Net Gains: Trawler John Pennisi says the new catch-share program will benefit his family’s four Monterey-based trawlers, along with one operation run by an Oregon fisherman in Moss Landing.

Net Gains: Trawler John Pennisi says the new catch-share program will benefit his family’s four Monterey-based trawlers, along with one operation run by an Oregon fisherman in Moss Landing. Nic Coury

Common Cause Nets a Fishing Solution

New federal catch-share program aims to cut groundfish bycatch.

The floating bodies of rock cod stretch into the sea like a red pier—some 90,000 pounds of bycatch, by trawler John Pennisi’s estimate.

The fisherman shakes his head as he looks at the photograph, part of a family fishing album beginning with a 1910 picture of his grandpa, whose wooden trawler still bobs on the harbor outside the family’s Royal Seafood warehouse on Monterey’s commercial wharf.

“Under our old management system, we had to just dump ‘em,” Pennisi says, referring to federal trip-limit rules that limited his catch to about 1,200 pounds of red rock cod every two months, forcing him to shovel the dead excess overboard. “We were like, ‘This is immoral.’”

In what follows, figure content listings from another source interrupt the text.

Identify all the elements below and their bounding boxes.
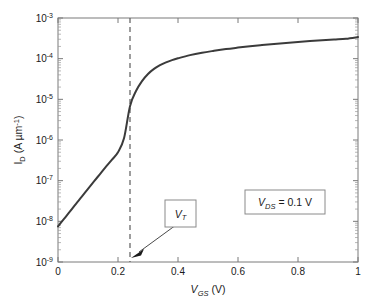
vds-label-rest: = 0.1 V [275,196,311,208]
svg-text:10-5: 10-5 [36,93,53,105]
y-tick-exp-6: -9 [47,256,53,263]
x-axis-title: VGS (V) [191,283,226,298]
transfer-characteristic-chart: 10-3 10-4 10-5 10-6 10-7 10-8 10-9 0 0.2 [0,0,372,304]
y-tick-exp-0: -3 [47,12,53,19]
x-tick-label-0: 0 [55,266,61,277]
x-tick-label-5: 1 [355,266,361,277]
svg-text:10-6: 10-6 [36,134,53,146]
y-axis-title: ID (A µm-1) [12,115,27,164]
y-axis-title-unit: (A µm [12,125,24,156]
svg-text:10-7: 10-7 [36,174,53,186]
y-tick-exp-2: -5 [47,93,53,100]
vds-label-sub: DS [265,202,275,211]
y-tick-labels: 10-3 10-4 10-5 10-6 10-7 10-8 10-9 [36,12,53,268]
x-tick-label-2: 0.4 [171,266,185,277]
figure-container: 10-3 10-4 10-5 10-6 10-7 10-8 10-9 0 0.2 [0,0,372,304]
x-tick-label-1: 0.2 [111,266,125,277]
y-tick-exp-3: -6 [47,134,53,141]
plot-area-background [58,18,358,262]
svg-text:10-4: 10-4 [36,52,53,64]
x-tick-labels: 0 0.2 0.4 0.6 0.8 1 [55,266,361,277]
y-tick-exp-4: -7 [47,174,53,181]
vt-annotation: VT [165,200,196,227]
y-tick-exp-1: -4 [47,52,53,59]
vds-annotation: VDS = 0.1 V [245,190,325,214]
svg-text:10-8: 10-8 [36,215,53,227]
x-tick-label-3: 0.6 [231,266,245,277]
x-axis-title-sub: GS [198,289,209,298]
svg-text:10-9: 10-9 [36,256,53,268]
y-axis-title-unit-close: ) [12,115,24,119]
x-tick-label-4: 0.8 [291,266,305,277]
y-axis-title-unit-sup: -1 [12,119,21,126]
y-tick-exp-5: -8 [47,215,53,222]
x-axis-title-unit: (V) [208,283,225,295]
svg-text:10-3: 10-3 [36,12,53,24]
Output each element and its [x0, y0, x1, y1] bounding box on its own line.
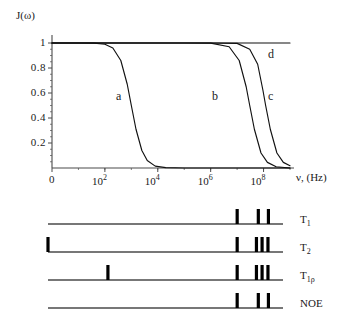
curve-label-b: b	[212, 90, 218, 102]
y-tick-label: 0.4	[14, 112, 46, 123]
row-label-T2: T2	[300, 242, 311, 256]
spectral-density-plot	[0, 0, 340, 200]
y-tick-label: 1	[14, 37, 46, 48]
curve-b	[52, 43, 290, 168]
curve-a	[52, 43, 290, 168]
y-tick-label: 0.2	[14, 137, 46, 148]
row-label-T1: T1	[300, 214, 311, 228]
x-tick-label: 108	[251, 174, 266, 187]
y-axis-label: J(ω)	[16, 10, 35, 21]
curve-label-d: d	[268, 48, 274, 60]
relaxation-timescale-bars	[0, 200, 340, 322]
x-tick-label: 106	[198, 174, 213, 187]
row-label-NOE: NOE	[300, 298, 323, 309]
curve-c	[52, 43, 290, 166]
curve-label-a: a	[116, 90, 121, 102]
x-tick-label: 104	[145, 174, 160, 187]
curve-label-c: c	[268, 90, 273, 102]
nmr-spectral-density-figure: J(ω) 10.80.60.40.2 0102104106108 ν, (Hz)…	[0, 0, 340, 322]
x-tick-label: 0	[49, 174, 55, 185]
x-axis-label: ν, (Hz)	[296, 172, 327, 183]
row-label-T1rho: T1ρ	[300, 270, 315, 284]
x-tick-label: 102	[92, 174, 107, 187]
y-tick-label: 0.6	[14, 87, 46, 98]
y-tick-label: 0.8	[14, 62, 46, 73]
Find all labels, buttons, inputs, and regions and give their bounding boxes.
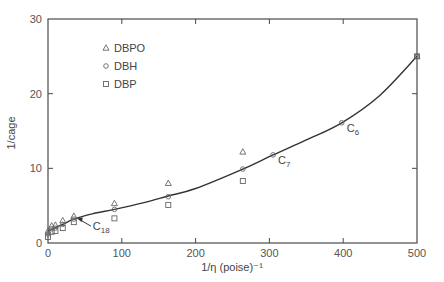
dbp-point [166,202,171,207]
legend-marker-dbp [104,82,109,87]
legend-marker-dbh [104,64,109,69]
annotations: C18C7C6 [77,122,360,235]
dbp-point [112,216,117,221]
dbpo-point [111,200,117,205]
annotation-subscript: 18 [101,226,110,235]
x-axis-label: 1/η (poise)⁻¹ [201,261,263,273]
annotation-subscript: 6 [355,128,360,137]
plot-frame [48,19,417,243]
x-tick-label: 0 [45,247,51,259]
y-tick-label: 10 [30,162,42,174]
dbp-point [240,179,245,184]
x-tick-label: 500 [408,247,426,259]
y-tick-label: 0 [36,237,42,249]
annotation-main: C [347,122,355,134]
x-tick-label: 100 [113,247,131,259]
annotation-subscript: 7 [286,160,291,169]
annotation-c18: C18 [93,220,110,235]
dbpo-point [240,149,246,154]
legend-label-dbp: DBP [114,78,137,90]
y-axis-label: 1/cage [5,116,17,149]
x-tick-label: 200 [186,247,204,259]
annotation-main: C [93,220,101,232]
x-tick-label: 300 [260,247,278,259]
dbpo-point [165,180,171,185]
ticks: 01002003004005000102030 [30,13,426,259]
y-tick-label: 30 [30,13,42,25]
legend: DBPODBHDBP [103,42,146,90]
legend-label-dbh: DBH [114,60,137,72]
annotation-main: C [278,154,286,166]
axes [48,19,417,243]
annotation-c7: C7 [278,154,291,169]
legend-marker-dbpo [103,45,109,50]
x-tick-label: 400 [334,247,352,259]
chart: 01002003004005000102030 C18C7C6 DBPODBHD… [0,0,444,282]
legend-label-dbpo: DBPO [114,42,146,54]
y-tick-label: 20 [30,88,42,100]
annotation-c6: C6 [347,122,360,137]
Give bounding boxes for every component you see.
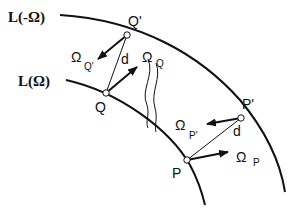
omega-Qprime-subscript: Q' [84,61,94,72]
omega-Qprime-symbol: Ω [71,49,81,65]
inner-curve [66,80,205,205]
omega-Pprime-symbol: Ω [175,117,185,133]
label-Pprime: P' [242,96,254,112]
label-P: P [172,165,181,181]
omega-Pprime-subscript: P' [189,130,198,141]
point-P [184,157,190,163]
point-Pprime [238,115,244,121]
inner-curve-label: L(Ω) [18,73,50,90]
label-Qprime: Q' [128,13,142,29]
point-Q [103,90,109,96]
omega-Q-subscript: Q [156,58,164,69]
distance-d-upper: d [121,51,129,67]
omega-Q-symbol: Ω [142,49,152,65]
label-Q: Q [95,99,106,115]
break-line-2 [154,63,158,132]
outer-curve-label: L(-Ω) [8,9,45,26]
point-Qprime [124,32,130,38]
omega-P-subscript: P [253,157,260,168]
omega-P-symbol: Ω [236,149,246,165]
distance-d-lower: d [233,123,241,139]
curves-diagram: L(-Ω) L(Ω) Q' Q P' P d d Ω Q' Ω Q Ω P' Ω… [0,0,299,215]
vector-omega-P [187,152,228,160]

A new National Marine Fisheries Service policy, which takes effect in January, replaces the trip-limit system with one based on individual transferable quotas, also known as catch shares. Under the new policy, fishermen are allotted trawling quotas based on their historical groundfish harvest. The quotas are good for an entire year instead of in two-month windows, and fishermen can sell their shares to one another.

“It’s gonna be much more cooperative now,” says Pennisi, who claims the biggest catch share on the West Coast.

David Crabbe, a former Monterey Bay squid fisherman and member of the Pacific Fisheries Management Council, says fishermen initiated the program.

“Industry came to the council with the desire to make a drastic change, because the status quo was not working for them,” he says. “This was not driven by government.”

He notes that program isn’t intended to reduce the total amount of groundfish brought to market. Catch shares, like trip limits, are based on fish stock assessments—but the new approach allows the feds to better enforce harvest limits and monitor bycatch.

“This program gives fishermen more flexibility and empowers them, and it’s 100 percent accountable,” Crabbe says. “Excessive bycatch is diminished incredibly off of this program.”

Although the catch-share approach has its critics, it may be one of the few management solutions that appeals to both environmentalists and commercial fishermen, because reducing bycatch makes both environmental and economic sense.

Supporters of catch shares include the Environmental Defense Fund and The Nature Conservancy, along with the Fishermen’s Marketing Association and Midwater Trawlers Collective.

Monterey Bay Aquarium Vice President Mike Sutton is cautiously optimistic about the new program, which despite its acceptance by a spectrum of conservation and fishing groups has also faced criticism from both sides.

“[Some fishermen] worry catch shares will be the end of mom-and-pop fisheries, but there are safeguards that prevent the aggregation of quotas,” he says. “And traditionally, enviros think catch shares are privatizing a public resource—but it just gives people the right to use a certain share.”

The new approach, however, isn’t likely to upgrade trawled rockfish off the red list on the Aquarium’s Seafood Watch card, a pocket-sized reference guide to sustainable fish. While catch-share management may be an improvement over trip limits, Sutton says, it still doesn’t change the facts that rockfish stocks are still recovering from past overfishing and trawling tears up the sea floor.

“If a fishery is depleted and it’s using destructive gear,” he says, “it may not matter that it’s managed better.”